February 17, 2025

Square Feet: Simple Start in Overhauling Downtown Los Angeles

The park was paid for by $50 million from Related Companies, the developer planning the nearby building projects.

Community leaders, real estate magnates and urban planners hope the Grand Avenue Development Project, which would add several million square feet of commercial and cultural space, will provide a center of gravity and excitement to an area of the city that has lacked both.

For now, Related’s plans for a mixed-use building modeled loosely on its Time Warner Center in New York, which houses a hotel, retail stores, offices, condominiums and a major jazz stage, have been delayed. But a $130 million modern art museum, housing the collection of and paid for by the philanthropist Eli Broad and designed by Diller Scofidio + Renfro, was under construction and planned for completion by early 2014. Related also recently broke ground on a 24-story, 271-unit luxury rental building adjacent to the Broad museum, with 20 percent of the units designated as affordable housing.

The park was supposed to be part of a later phase of development, said Bill Witte, president and chief executive of Related California. But that changed when the recession struck, undermining the condo sales market that was a bedrock of Related’s vision.

As a result, the fate of the mixed-use linchpin of the broad scheme is uncertain. Related has until February 2013 to come up with financing, which will almost certainly be prohibitively costly in the current market.

Related won the right to build the project in 2004. In theory, though, it could lose that right, and a new selection process could be started.

Gloria Molina, a Los Angeles County supervisor who is widely credited with pushing for redevelopment of the old civic center mall and for getting Related to pay for it, was doubtful that Related can move forward as planned. “I don’t see the economy shaping up that quickly,” she said.

Ms. Molina was, perhaps, looking for Related to alter its proposal.

“I’m hoping they will have something more realistic and attainable,” she said. “I’m not sure the original vision will be sustainable.”

Mr. Witte said that Related had applied for an extension on its February deadline from the city and county’s joint powers authority, but declined to comment other than to say “we are very committed to getting this done.”

Despite clusters of skyscrapers and civic buildings that house some half-million workers in downtown Los Angeles, the area contained fewer than 20,000 residents in the late 1990s, according to the Downtown Los Angeles Center Business Improvement District. New or renovated apartment buildings began to open early in the new decade, and today’s population is just under 50,000. Downtown also has the Staples Center, which anchors the LA Live entertainment district.

The proposed Related project is meant to dovetail with the Frank Gehry-designed Disney Concert Hall, which opened in 2003 at the summit of Grand Avenue. Farther down the avenue, the Music Center also welcomed the idea of an expanded consumer base.

At present, the park stands alone. It was designed by the Los Angeles-based landscape architects Rios Clementi Hale Studios, a firm that had already directed an expansion and renovation of the sidewalks and walkways that are part of the Music Center complex.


● **Problem statement**
Across the entries below, how many lines contain the string "white"? Only the number is wanted.

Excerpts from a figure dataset
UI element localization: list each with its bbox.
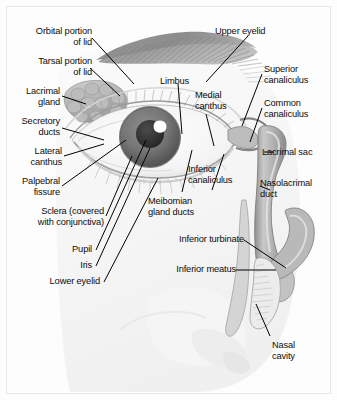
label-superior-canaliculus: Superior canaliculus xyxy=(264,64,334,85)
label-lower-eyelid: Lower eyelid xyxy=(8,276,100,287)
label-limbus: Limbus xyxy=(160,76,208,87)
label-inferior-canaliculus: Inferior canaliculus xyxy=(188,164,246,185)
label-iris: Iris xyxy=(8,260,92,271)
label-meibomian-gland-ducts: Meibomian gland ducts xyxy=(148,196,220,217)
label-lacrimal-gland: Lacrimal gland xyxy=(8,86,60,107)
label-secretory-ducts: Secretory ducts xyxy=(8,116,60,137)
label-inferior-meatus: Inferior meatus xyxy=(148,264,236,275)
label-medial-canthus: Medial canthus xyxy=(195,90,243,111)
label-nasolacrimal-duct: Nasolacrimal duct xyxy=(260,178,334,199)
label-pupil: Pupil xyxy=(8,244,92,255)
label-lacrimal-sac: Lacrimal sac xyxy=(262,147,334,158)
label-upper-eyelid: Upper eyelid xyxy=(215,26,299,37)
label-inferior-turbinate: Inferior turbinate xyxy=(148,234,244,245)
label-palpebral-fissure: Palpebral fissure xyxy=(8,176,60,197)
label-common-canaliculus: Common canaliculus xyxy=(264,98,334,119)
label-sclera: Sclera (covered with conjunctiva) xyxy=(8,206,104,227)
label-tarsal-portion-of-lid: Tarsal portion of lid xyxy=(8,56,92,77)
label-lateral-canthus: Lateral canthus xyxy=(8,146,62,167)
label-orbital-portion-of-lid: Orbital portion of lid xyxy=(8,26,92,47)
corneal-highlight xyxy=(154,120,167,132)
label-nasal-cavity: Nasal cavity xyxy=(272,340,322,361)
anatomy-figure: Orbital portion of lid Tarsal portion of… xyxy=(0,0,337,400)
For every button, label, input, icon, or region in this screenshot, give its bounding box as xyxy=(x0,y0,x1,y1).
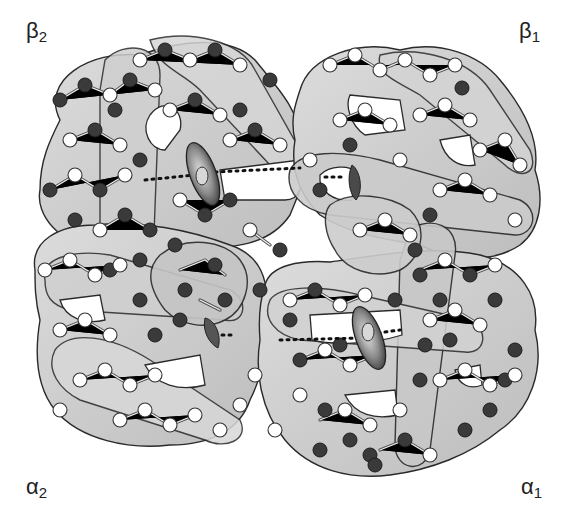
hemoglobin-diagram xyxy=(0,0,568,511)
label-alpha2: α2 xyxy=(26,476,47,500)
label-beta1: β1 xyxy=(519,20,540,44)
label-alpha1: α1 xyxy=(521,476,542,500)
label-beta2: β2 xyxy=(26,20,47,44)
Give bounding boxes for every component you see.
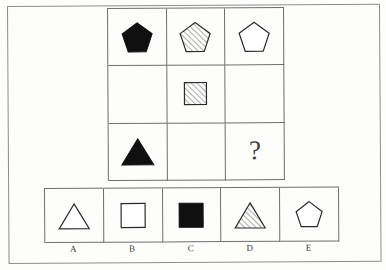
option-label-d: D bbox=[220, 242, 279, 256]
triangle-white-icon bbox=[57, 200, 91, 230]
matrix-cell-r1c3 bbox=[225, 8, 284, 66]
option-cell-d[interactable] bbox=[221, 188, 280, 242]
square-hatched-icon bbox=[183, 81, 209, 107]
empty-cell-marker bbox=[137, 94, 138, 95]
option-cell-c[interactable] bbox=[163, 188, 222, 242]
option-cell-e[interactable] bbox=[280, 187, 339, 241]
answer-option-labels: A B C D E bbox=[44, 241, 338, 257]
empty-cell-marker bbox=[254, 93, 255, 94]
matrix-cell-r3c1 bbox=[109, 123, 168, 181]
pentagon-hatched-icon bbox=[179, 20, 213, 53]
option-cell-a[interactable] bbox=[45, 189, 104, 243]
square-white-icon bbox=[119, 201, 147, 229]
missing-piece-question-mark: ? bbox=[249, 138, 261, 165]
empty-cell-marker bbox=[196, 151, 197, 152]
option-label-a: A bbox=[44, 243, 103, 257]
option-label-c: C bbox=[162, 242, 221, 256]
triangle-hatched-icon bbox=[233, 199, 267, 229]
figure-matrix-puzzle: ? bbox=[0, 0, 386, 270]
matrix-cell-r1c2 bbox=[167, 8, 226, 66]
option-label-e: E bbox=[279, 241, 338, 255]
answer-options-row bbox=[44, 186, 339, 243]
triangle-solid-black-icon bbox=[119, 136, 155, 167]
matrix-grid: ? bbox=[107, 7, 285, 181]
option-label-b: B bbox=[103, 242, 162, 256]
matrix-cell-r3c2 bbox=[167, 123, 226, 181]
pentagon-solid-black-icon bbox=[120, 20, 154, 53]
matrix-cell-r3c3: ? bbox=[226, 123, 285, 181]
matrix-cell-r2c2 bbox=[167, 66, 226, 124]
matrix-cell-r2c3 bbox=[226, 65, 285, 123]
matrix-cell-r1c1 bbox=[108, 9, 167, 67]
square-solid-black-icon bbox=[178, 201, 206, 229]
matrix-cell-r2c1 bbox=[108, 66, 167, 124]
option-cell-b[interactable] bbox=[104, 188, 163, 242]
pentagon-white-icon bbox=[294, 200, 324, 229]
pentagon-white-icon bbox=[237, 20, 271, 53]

---

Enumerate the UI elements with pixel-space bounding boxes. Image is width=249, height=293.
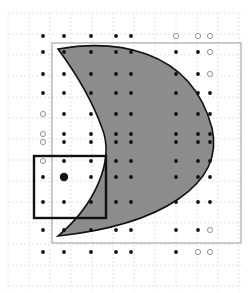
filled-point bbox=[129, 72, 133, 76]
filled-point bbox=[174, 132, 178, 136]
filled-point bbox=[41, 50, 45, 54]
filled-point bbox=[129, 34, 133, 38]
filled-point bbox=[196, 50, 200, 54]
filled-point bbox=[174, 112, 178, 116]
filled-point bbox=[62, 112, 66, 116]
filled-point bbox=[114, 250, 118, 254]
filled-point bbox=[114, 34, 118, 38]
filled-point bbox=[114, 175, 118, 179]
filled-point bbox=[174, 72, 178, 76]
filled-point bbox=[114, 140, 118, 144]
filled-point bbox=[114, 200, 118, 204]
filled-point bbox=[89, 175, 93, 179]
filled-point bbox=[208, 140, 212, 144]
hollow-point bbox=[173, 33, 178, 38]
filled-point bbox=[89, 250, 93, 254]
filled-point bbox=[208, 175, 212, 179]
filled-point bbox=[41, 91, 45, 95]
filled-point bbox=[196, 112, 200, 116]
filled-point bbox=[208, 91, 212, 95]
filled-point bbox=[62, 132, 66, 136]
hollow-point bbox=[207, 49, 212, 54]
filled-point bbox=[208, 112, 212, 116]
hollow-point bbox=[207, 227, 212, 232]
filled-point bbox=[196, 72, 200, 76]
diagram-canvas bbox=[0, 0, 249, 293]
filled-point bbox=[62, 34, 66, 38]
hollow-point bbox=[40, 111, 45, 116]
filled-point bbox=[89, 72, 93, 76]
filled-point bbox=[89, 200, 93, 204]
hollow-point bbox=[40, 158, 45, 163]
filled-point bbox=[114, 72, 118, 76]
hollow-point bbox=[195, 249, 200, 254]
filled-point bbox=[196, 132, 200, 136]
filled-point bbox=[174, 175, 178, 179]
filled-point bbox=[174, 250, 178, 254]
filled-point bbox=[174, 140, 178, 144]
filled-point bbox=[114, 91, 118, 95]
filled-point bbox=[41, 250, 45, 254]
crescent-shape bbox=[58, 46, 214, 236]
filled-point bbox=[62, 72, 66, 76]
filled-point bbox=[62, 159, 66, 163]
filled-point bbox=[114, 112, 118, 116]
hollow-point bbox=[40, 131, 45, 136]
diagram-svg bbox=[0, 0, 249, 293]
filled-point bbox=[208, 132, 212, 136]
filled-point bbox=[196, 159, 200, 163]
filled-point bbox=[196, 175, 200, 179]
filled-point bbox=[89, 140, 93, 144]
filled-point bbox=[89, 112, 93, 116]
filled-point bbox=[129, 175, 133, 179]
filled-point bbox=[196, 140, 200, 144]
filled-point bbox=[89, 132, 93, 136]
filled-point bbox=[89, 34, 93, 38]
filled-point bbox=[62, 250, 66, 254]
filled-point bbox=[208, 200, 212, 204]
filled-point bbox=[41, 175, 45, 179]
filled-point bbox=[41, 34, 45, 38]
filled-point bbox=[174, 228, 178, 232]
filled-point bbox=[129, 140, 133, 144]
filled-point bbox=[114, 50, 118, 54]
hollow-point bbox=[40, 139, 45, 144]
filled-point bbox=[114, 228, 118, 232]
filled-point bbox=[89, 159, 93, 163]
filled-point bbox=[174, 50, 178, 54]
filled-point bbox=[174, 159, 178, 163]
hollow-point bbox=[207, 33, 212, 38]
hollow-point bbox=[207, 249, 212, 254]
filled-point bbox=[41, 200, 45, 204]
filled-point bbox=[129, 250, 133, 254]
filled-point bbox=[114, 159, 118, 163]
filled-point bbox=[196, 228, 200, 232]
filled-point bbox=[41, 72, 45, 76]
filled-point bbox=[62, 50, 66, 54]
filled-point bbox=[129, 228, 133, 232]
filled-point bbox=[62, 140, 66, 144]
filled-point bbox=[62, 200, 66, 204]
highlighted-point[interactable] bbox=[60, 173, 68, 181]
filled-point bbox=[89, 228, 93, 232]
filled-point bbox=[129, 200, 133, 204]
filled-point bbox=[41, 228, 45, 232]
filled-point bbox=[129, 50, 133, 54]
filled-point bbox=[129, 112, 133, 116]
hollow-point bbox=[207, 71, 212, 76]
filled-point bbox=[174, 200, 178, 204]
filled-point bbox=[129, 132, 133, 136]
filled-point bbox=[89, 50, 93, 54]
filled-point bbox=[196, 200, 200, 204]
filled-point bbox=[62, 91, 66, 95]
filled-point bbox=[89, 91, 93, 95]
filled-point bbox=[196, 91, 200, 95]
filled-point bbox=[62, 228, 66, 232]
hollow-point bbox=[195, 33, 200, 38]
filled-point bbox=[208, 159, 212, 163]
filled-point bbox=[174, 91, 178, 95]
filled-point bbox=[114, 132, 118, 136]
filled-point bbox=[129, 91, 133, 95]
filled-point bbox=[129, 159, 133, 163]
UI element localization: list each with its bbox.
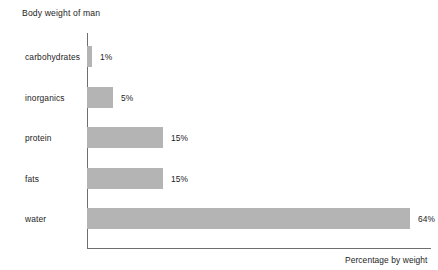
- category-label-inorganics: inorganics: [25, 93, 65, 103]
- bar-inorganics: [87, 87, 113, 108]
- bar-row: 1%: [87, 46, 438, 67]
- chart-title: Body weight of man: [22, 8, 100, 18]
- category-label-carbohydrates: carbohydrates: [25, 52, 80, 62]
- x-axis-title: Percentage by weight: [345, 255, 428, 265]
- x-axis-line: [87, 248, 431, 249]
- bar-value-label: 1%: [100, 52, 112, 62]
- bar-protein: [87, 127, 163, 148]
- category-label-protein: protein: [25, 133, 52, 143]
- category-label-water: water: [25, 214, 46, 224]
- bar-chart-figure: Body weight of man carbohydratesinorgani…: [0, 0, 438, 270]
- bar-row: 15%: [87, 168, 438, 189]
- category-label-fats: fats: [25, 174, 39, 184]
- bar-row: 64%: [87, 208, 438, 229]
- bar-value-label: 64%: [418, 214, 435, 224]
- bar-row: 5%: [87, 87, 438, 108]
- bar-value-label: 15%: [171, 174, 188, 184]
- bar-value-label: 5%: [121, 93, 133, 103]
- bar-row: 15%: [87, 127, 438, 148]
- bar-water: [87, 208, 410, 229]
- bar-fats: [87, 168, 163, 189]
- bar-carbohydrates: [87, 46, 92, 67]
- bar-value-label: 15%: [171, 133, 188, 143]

● **Result**
4